**HOW TO COMPLETE THIS TASK**:
Your task is to print all of the entries exactly, though the pictures should not be included.
(RAW DATA)
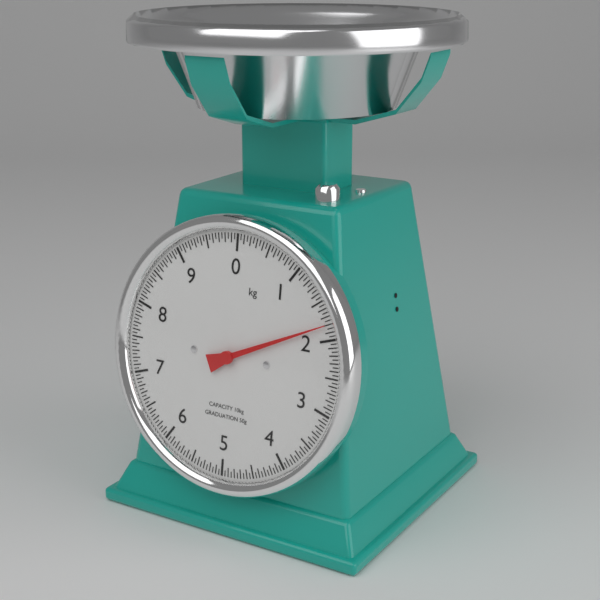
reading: 1.80 kg
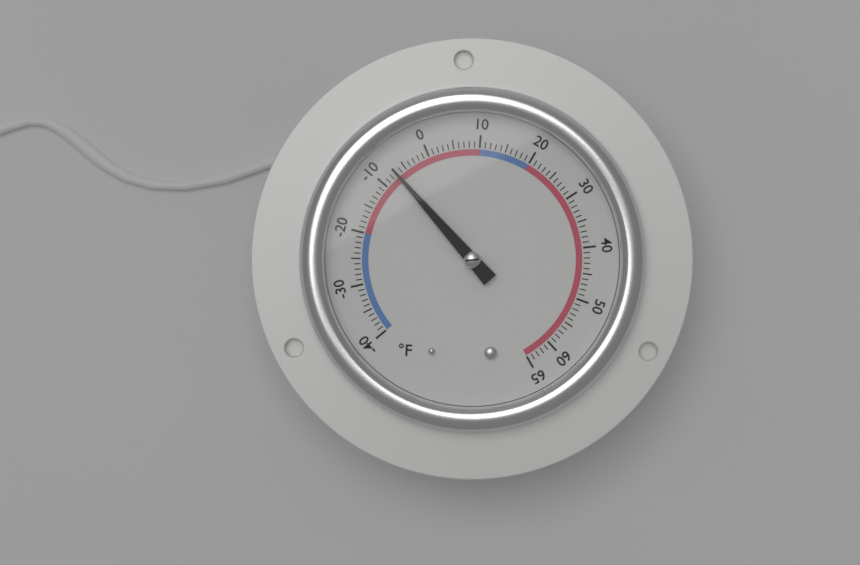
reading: -7 °F
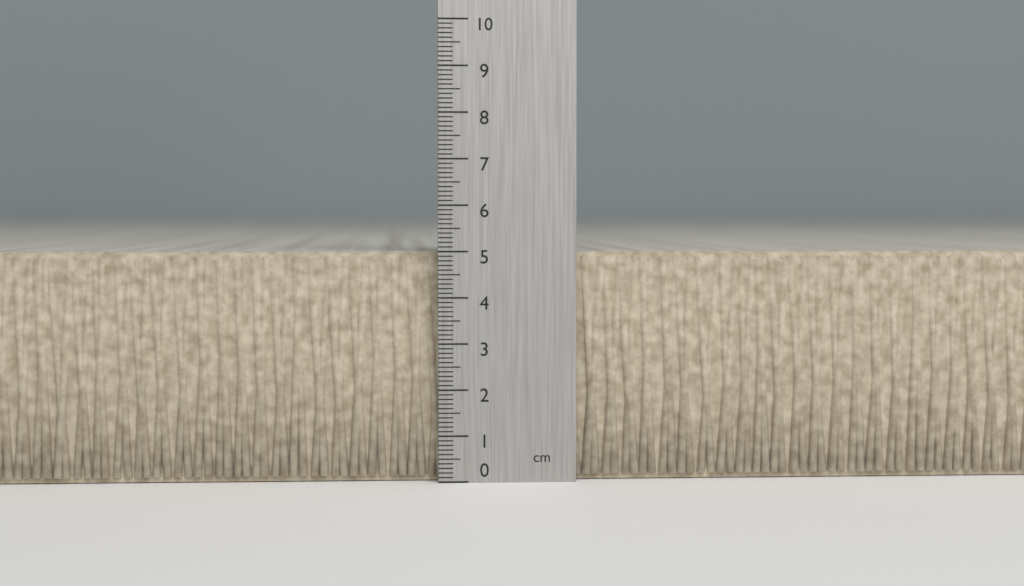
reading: 5.0 cm
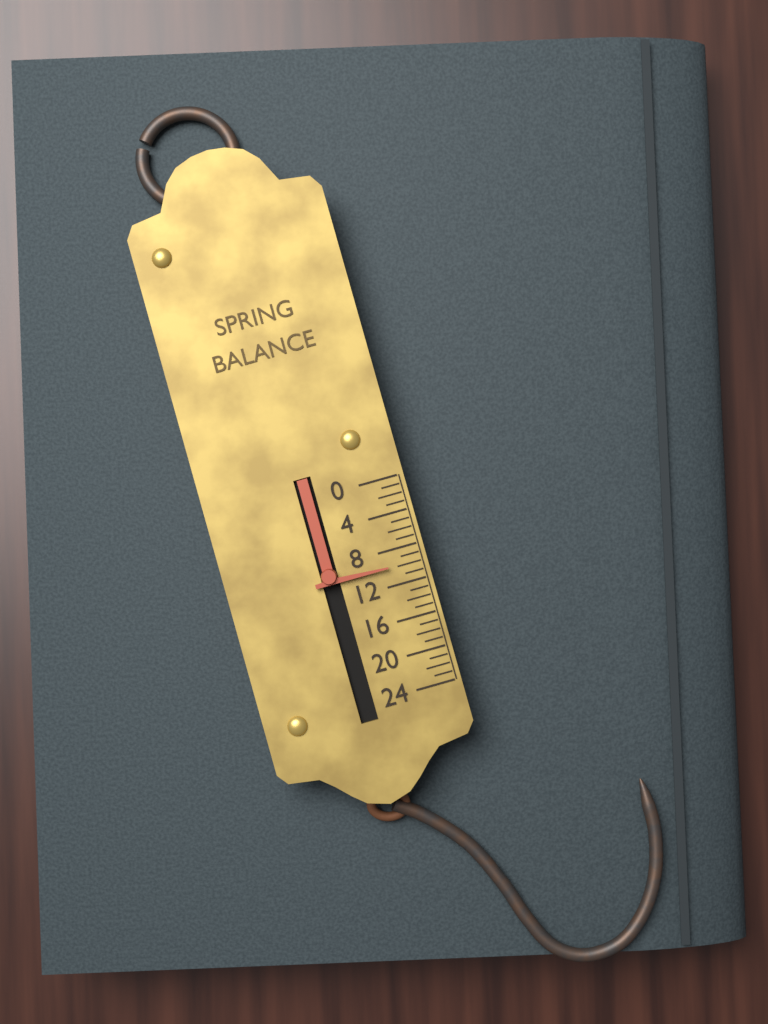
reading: 10 (no unit)
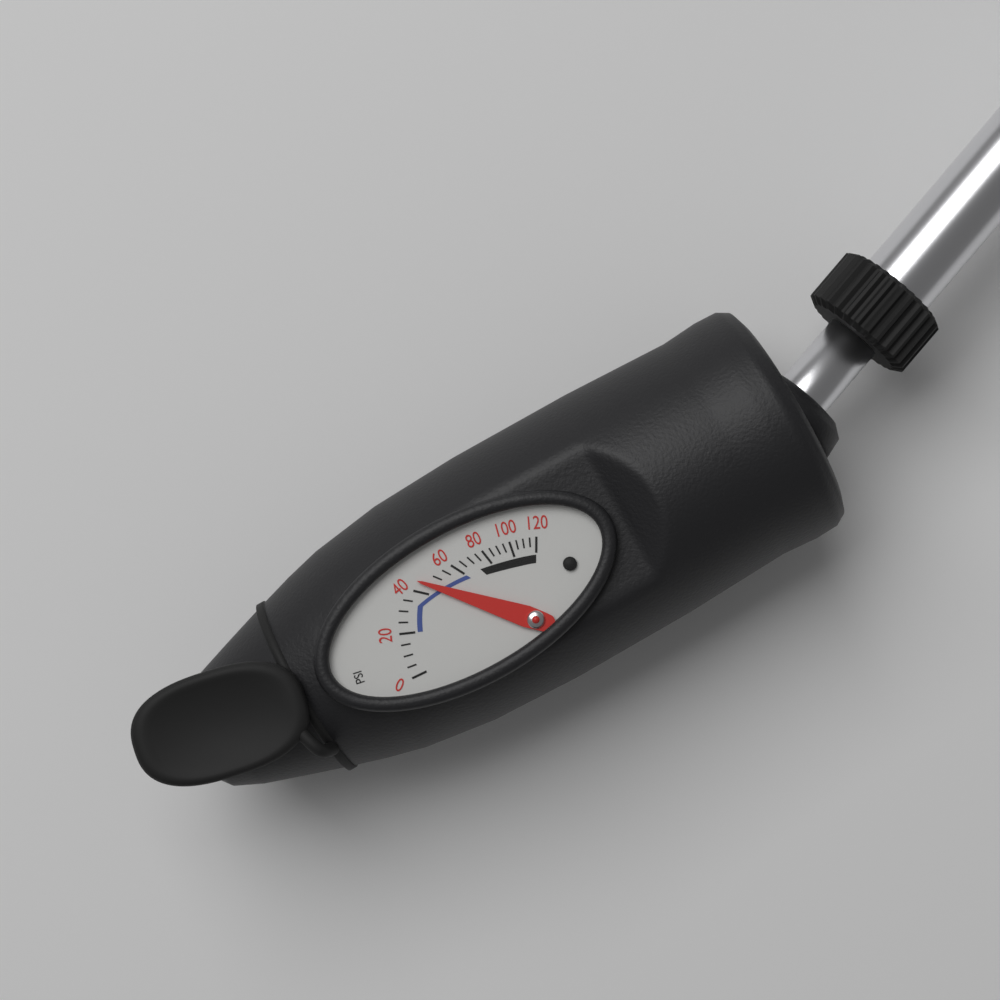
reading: 45 psi
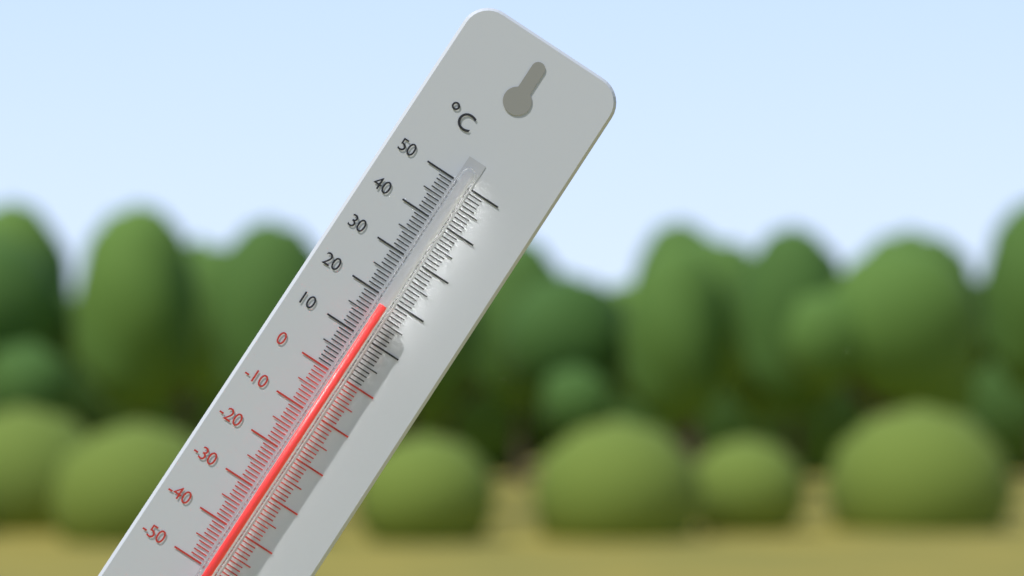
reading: 18 °C
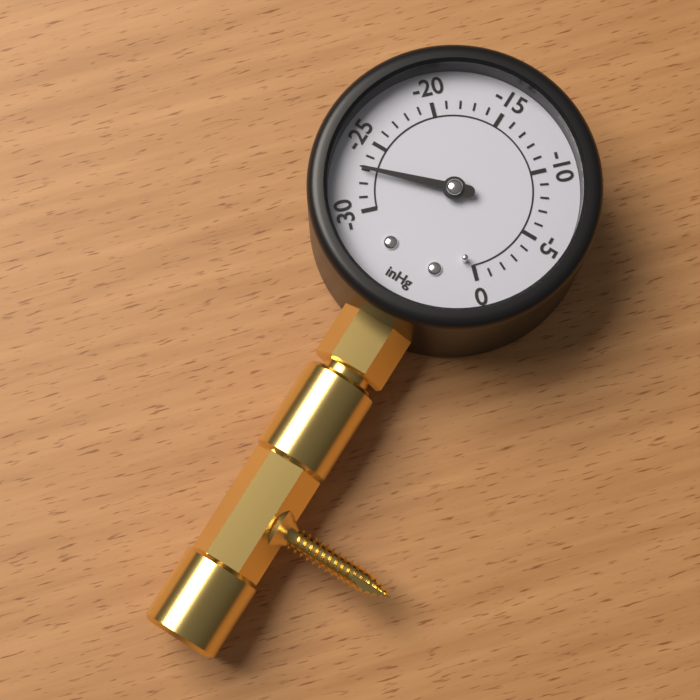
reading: -27 inHg
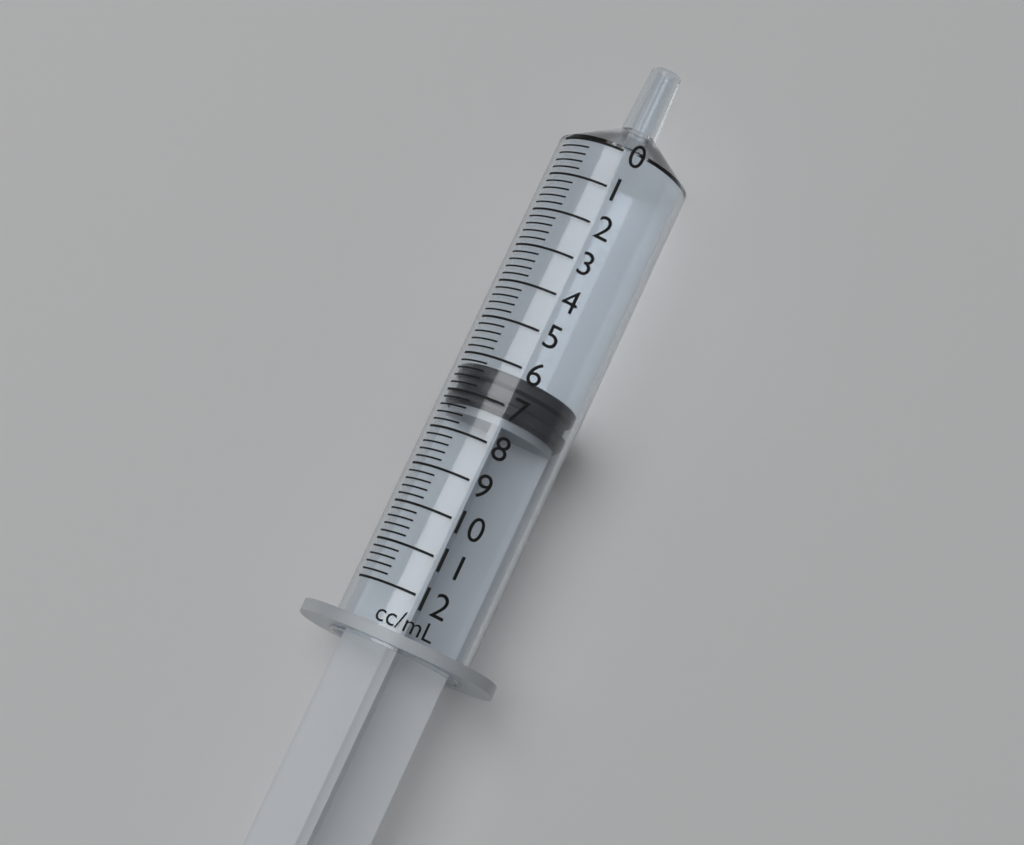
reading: 6.2 ml
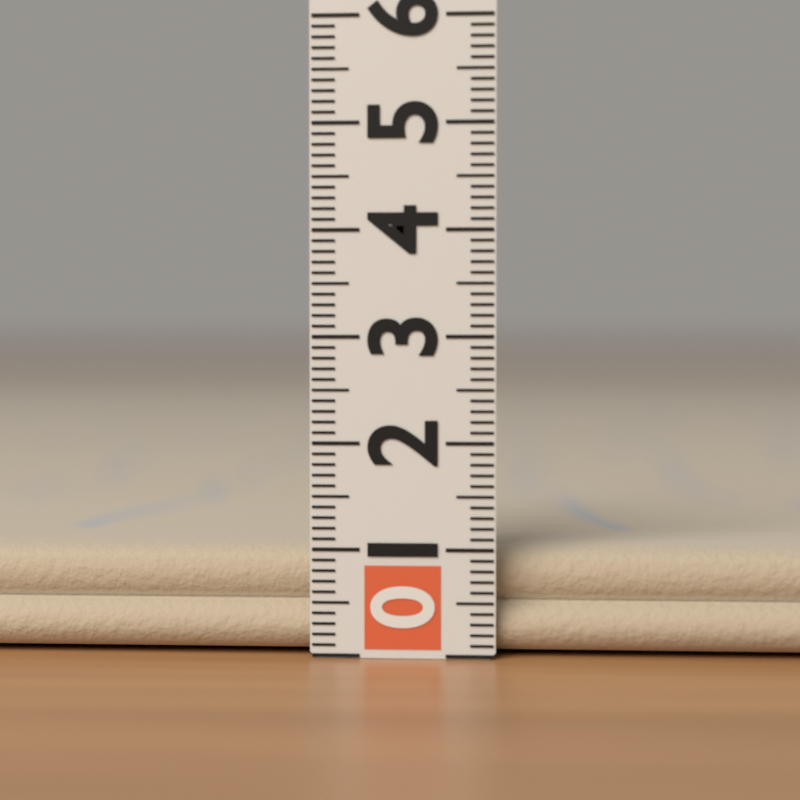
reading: 1.0 (no unit)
(End RAW DATA)
**COMPLETED TASK**:
reading: 1.80 kg
reading: -7 °F
reading: 5.0 cm
reading: 10 (no unit)
reading: 45 psi
reading: 18 °C
reading: -27 inHg
reading: 6.2 ml
reading: 1.0 (no unit)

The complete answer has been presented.